In New York City, where I live, musicians from very different backrounds and from all over the world can encounter one another in their search for kin from their muse’s home town. It might be that their only point of connection, and only common language, is music.
Several years ago I was listening to maverick radio station WFMU when a song about a “wastepaper basket fire” came on. I hear a lot of songs I can enjoy, but not so many that make me feel that the songwriter is grappling with words and music the way I like to myself. I called the dj, Irwin Chusid, and learned that I was hearing Brain Dewan perform one of his songs. Irwin gave me Brain’s phone number, and I called him up to invite him to be a guest on my WNYC radio show, Spinning On Air. A song heard by chance on the radio and a sense of aesthetic camaraderie were the only things I expected to have in common with Brain. There are two wonderful CD’s of Brain’s songs: Brain Dewan Tells The Story, and The Operating Theater, plus a couple EPCD’s were released. Brain’s electric zither is one he designed and built, and plays it through a Leslie cabinet. Will Holshauser is the only accordionist I know of who studied with jazz eccentric Anthony Braxton. He’s an imaginative composer and arranger, as well as being one of the new generation of accordionists for whom the accordion is not just a genre instrument. The Dutch multi-multi-instrumentalist, singer, and songwriter Fay Lovsky happened to be in new York at just the right time to add her theremin to “ESP”. It really is a thrill to play with imaginative musicians like Brain, Will, and Fay. And there is another voice on this CD as well: my 11 year-old son, Kenji Garland.
Most of the music on this CD was performed for broadcast on Live at the Stork Club, a weekly program on WFMU. On my other recordings I’ve allowed myself to reimagine the performing ensemble for each song, but this CD is different. Instead of indulging in the infinite options of multi-tracking, I’ve limited the arrangements to what we can play live. Three of these songs have been released in different versions: “Under the Blanket” and “Happy Ending” on Togetherness, and “Forest Fractures” on Control Songs. “Control Songs” is the category I’ve created to describe my songs. Just as “love songs” can address the fundamental motivating force of love from many perspectives – happy, sad, ernest, ironic – so my Control Songs address another fundamental force in our lives: our need – sometimes ambivalent and illusory – to believe that we have control over our lives.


_Task description_.
Drop every picture, then transcribe the remaining data exactly.

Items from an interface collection
================================

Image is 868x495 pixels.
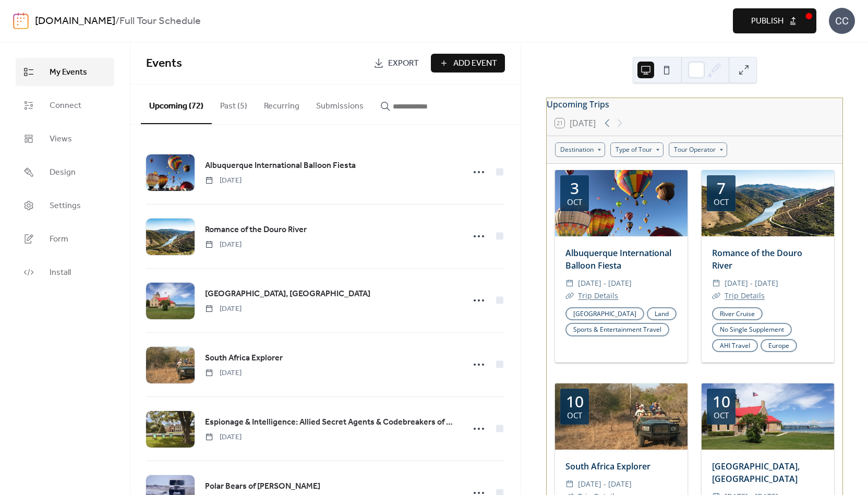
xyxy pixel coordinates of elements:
[211,85,256,123] button: Past (5)
[205,224,306,236] span: Romance of the Douro River
[205,287,371,301] a: [GEOGRAPHIC_DATA], [GEOGRAPHIC_DATA]
[366,54,427,73] a: Export
[16,225,114,253] a: Form
[453,57,497,70] span: Add Event
[205,175,242,186] span: [DATE]
[205,159,356,173] a: Albuquerque International Balloon Fiesta
[714,412,729,420] div: Oct
[50,233,68,246] span: Form
[50,100,82,112] span: Connect
[16,258,114,287] a: Install
[565,247,672,272] a: Albuquerque International Balloon Fiesta
[16,158,114,186] a: Design
[733,9,817,33] button: Publish
[565,478,574,490] div: ​
[205,352,283,364] span: South Africa Explorer
[567,412,582,420] div: Oct
[256,85,308,123] button: Recurring
[205,239,242,250] span: [DATE]
[546,98,843,111] div: Upcoming Trips
[120,11,201,32] b: Full Tour Schedule
[205,367,242,379] span: [DATE]
[50,200,81,212] span: Settings
[205,480,320,493] a: Polar Bears of [PERSON_NAME]
[141,85,211,124] button: Upcoming (72)
[725,291,765,300] a: Trip Details
[205,303,242,314] span: [DATE]
[567,198,582,206] div: Oct
[50,67,87,78] span: My Events
[712,461,800,485] a: [GEOGRAPHIC_DATA], [GEOGRAPHIC_DATA]
[565,290,574,302] div: ​
[713,394,730,409] div: 10
[578,478,632,490] span: [DATE] - [DATE]
[565,461,650,472] a: South Africa Explorer
[578,291,619,300] a: Trip Details
[829,8,855,34] div: CC
[205,352,283,365] a: South Africa Explorer
[712,247,802,272] a: Romance of the Douro River
[16,91,114,120] a: Connect
[205,160,356,172] span: Albuquerque International Balloon Fiesta
[146,52,182,75] span: Events
[50,133,72,146] span: Views
[565,277,574,290] div: ​
[388,57,419,70] span: Export
[566,394,584,409] div: 10
[50,166,76,179] span: Design
[717,181,725,196] div: 7
[16,58,114,86] a: My Events
[13,13,29,29] img: logo
[35,11,116,32] a: [DOMAIN_NAME]
[570,181,579,196] div: 3
[578,277,632,290] span: [DATE] - [DATE]
[205,288,371,300] span: [GEOGRAPHIC_DATA], [GEOGRAPHIC_DATA]
[205,417,458,428] span: Espionage & Intelligence: Allied Secret Agents & Codebreakers of WWII
[205,481,320,493] span: Polar Bears of [PERSON_NAME]
[16,192,114,219] a: Settings
[751,15,783,28] span: Publish
[714,198,729,206] div: Oct
[712,290,721,302] div: ​
[431,54,505,73] button: Add Event
[16,124,114,153] a: Views
[205,432,242,443] span: [DATE]
[308,85,372,123] button: Submissions
[116,11,120,32] b: /
[205,223,306,237] a: Romance of the Douro River
[725,277,779,290] span: [DATE] - [DATE]
[50,267,71,279] span: Install
[205,416,458,429] a: Espionage & Intelligence: Allied Secret Agents & Codebreakers of WWII
[712,277,721,290] div: ​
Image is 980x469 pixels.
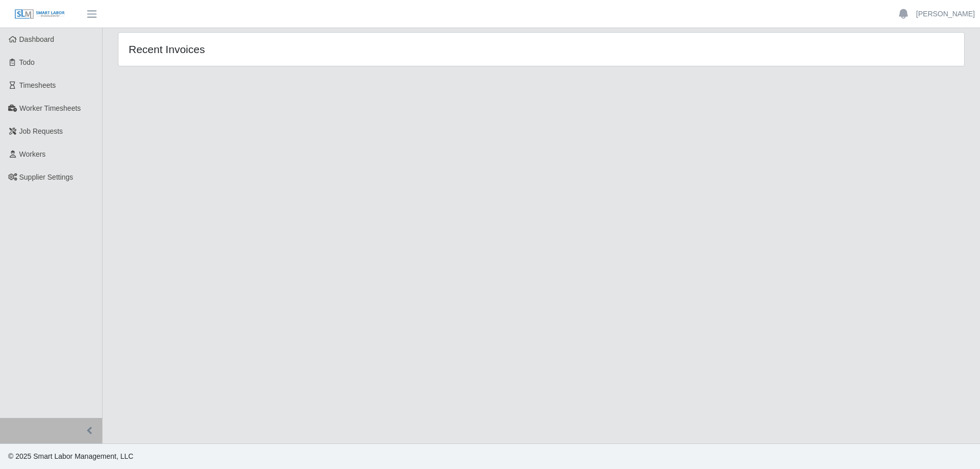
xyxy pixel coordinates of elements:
span: Supplier Settings [20,173,73,181]
span: Worker Timesheets [20,104,81,112]
img: SLM Logo [14,8,65,20]
h4: Recent Invoices [129,43,463,56]
span: Todo [20,58,35,67]
span: Workers [20,150,46,158]
span: Job Requests [20,127,64,135]
span: © 2025 Smart Labor Management, LLC [8,452,133,460]
span: Timesheets [20,81,56,89]
span: Dashboard [20,36,54,43]
a: [PERSON_NAME] [916,8,975,20]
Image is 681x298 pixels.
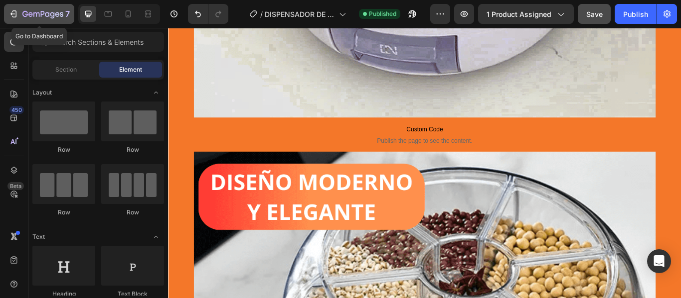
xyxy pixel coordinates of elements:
div: Row [101,208,164,217]
div: 450 [9,106,24,114]
span: DISPENSADOR DE ALIMENTOS [265,9,335,19]
div: Row [32,145,95,154]
span: / [260,9,263,19]
span: Published [369,9,396,18]
span: Toggle open [148,229,164,245]
div: Row [32,208,95,217]
div: Open Intercom Messenger [647,250,671,274]
button: 1 product assigned [478,4,573,24]
span: Section [55,65,77,74]
div: Undo/Redo [188,4,228,24]
span: Layout [32,88,52,97]
span: 1 product assigned [486,9,551,19]
button: Save [577,4,610,24]
p: 7 [65,8,70,20]
button: 7 [4,4,74,24]
span: Save [586,10,602,18]
button: Publish [614,4,656,24]
div: Publish [623,9,648,19]
div: Beta [7,182,24,190]
span: Element [119,65,142,74]
iframe: Design area [168,28,681,298]
span: Text [32,233,45,242]
input: Search Sections & Elements [32,32,164,52]
span: Toggle open [148,85,164,101]
div: Row [101,145,164,154]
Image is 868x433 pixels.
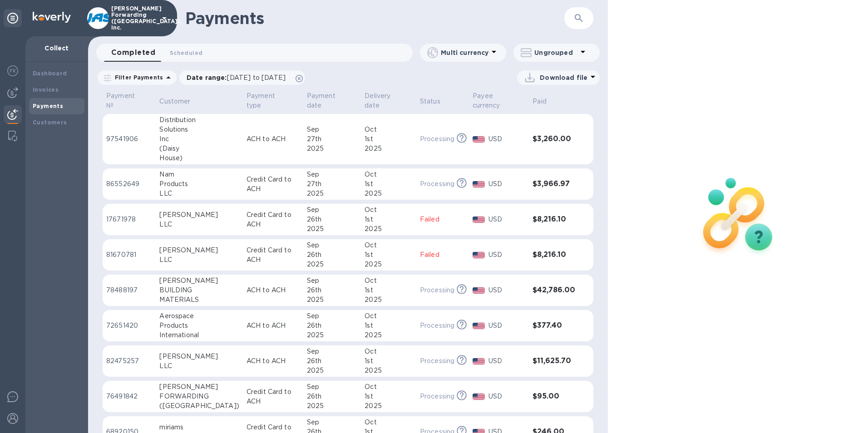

================================

_Answer section_.
Image is 868x495 pixels.
xyxy pixel coordinates of elements:
[211,85,256,123] button: Past (5)
[205,224,306,236] span: Romance of the Douro River
[205,287,371,301] a: [GEOGRAPHIC_DATA], [GEOGRAPHIC_DATA]
[366,54,427,73] a: Export
[16,225,114,253] a: Form
[453,57,497,70] span: Add Event
[205,175,242,186] span: [DATE]
[205,159,356,173] a: Albuquerque International Balloon Fiesta
[714,412,729,420] div: Oct
[50,233,68,246] span: Form
[50,100,82,112] span: Connect
[16,258,114,287] a: Install
[565,247,672,272] a: Albuquerque International Balloon Fiesta
[16,158,114,186] a: Design
[733,9,817,33] button: Publish
[565,478,574,490] div: ​
[205,352,283,364] span: South Africa Explorer
[567,412,582,420] div: Oct
[256,85,308,123] button: Recurring
[205,239,242,250] span: [DATE]
[546,98,843,111] div: Upcoming Trips
[120,11,201,32] b: Full Tour Schedule
[205,367,242,379] span: [DATE]
[50,200,81,212] span: Settings
[205,480,320,493] a: Polar Bears of [PERSON_NAME]
[141,85,211,124] button: Upcoming (72)
[725,291,765,300] a: Trip Details
[205,303,242,314] span: [DATE]
[567,198,582,206] div: Oct
[50,67,87,78] span: My Events
[712,461,800,485] a: [GEOGRAPHIC_DATA], [GEOGRAPHIC_DATA]
[565,290,574,302] div: ​
[713,394,730,409] div: 10
[578,478,632,490] span: [DATE] - [DATE]
[565,461,650,472] a: South Africa Explorer
[578,291,619,300] a: Trip Details
[829,8,855,34] div: CC
[205,352,283,365] a: South Africa Explorer
[712,247,802,272] a: Romance of the Douro River
[16,91,114,120] a: Connect
[205,160,356,172] span: Albuquerque International Balloon Fiesta
[146,52,182,75] span: Events
[50,133,72,146] span: Views
[565,277,574,290] div: ​
[388,57,419,70] span: Export
[566,394,584,409] div: 10
[50,166,76,179] span: Design
[717,181,725,196] div: 7
[16,58,114,86] a: My Events
[13,13,29,29] img: logo
[35,11,116,32] a: [DOMAIN_NAME]
[570,181,579,196] div: 3
[578,277,632,290] span: [DATE] - [DATE]
[205,288,371,300] span: [GEOGRAPHIC_DATA], [GEOGRAPHIC_DATA]
[205,417,458,428] span: Espionage & Intelligence: Allied Secret Agents & Codebreakers of WWII
[205,481,320,493] span: Polar Bears of [PERSON_NAME]
[16,192,114,219] a: Settings
[751,15,783,28] span: Publish
[714,198,729,206] div: Oct
[712,290,721,302] div: ​
[431,54,505,73] button: Add Event
[16,124,114,153] a: Views
[205,432,242,443] span: [DATE]
[308,85,372,123] button: Submissions
[116,11,120,32] b: /
[205,223,306,237] a: Romance of the Douro River
[725,277,779,290] span: [DATE] - [DATE]
[50,267,71,279] span: Install
[205,416,458,429] a: Espionage & Intelligence: Allied Secret Agents & Codebreakers of WWII
[712,277,721,290] div: ​
Image is 980x469 pixels.
xyxy pixel coordinates of elements:
span: Supplier Settings [20,173,73,181]
span: Worker Timesheets [20,104,81,112]
img: SLM Logo [14,8,65,20]
h4: Recent Invoices [129,43,463,56]
span: Todo [20,58,35,67]
span: Workers [20,150,46,158]
span: Job Requests [20,127,64,135]
span: © 2025 Smart Labor Management, LLC [8,452,133,460]
span: Timesheets [20,81,56,89]
span: Dashboard [20,36,54,43]
a: [PERSON_NAME] [916,8,975,20]
Image is 681x298 pixels.
xyxy pixel coordinates of elements:
div: Row [101,208,164,217]
div: 450 [9,106,24,114]
span: DISPENSADOR DE ALIMENTOS [265,9,335,19]
div: Row [32,145,95,154]
span: / [260,9,263,19]
span: Published [369,9,396,18]
span: Toggle open [148,229,164,245]
div: Row [32,208,95,217]
div: Open Intercom Messenger [647,250,671,274]
button: 1 product assigned [478,4,573,24]
span: Section [55,65,77,74]
div: Undo/Redo [188,4,228,24]
span: Layout [32,88,52,97]
span: 1 product assigned [486,9,551,19]
button: Save [577,4,610,24]
p: 7 [65,8,70,20]
button: 7 [4,4,74,24]
span: Save [586,10,602,18]
button: Publish [614,4,656,24]
div: Publish [623,9,648,19]
div: Beta [7,182,24,190]
span: Element [119,65,142,74]
iframe: Design area [168,28,681,298]
span: Text [32,233,45,242]
input: Search Sections & Elements [32,32,164,52]
span: Toggle open [148,85,164,101]
div: Row [101,145,164,154]
Image is 868x433 pixels.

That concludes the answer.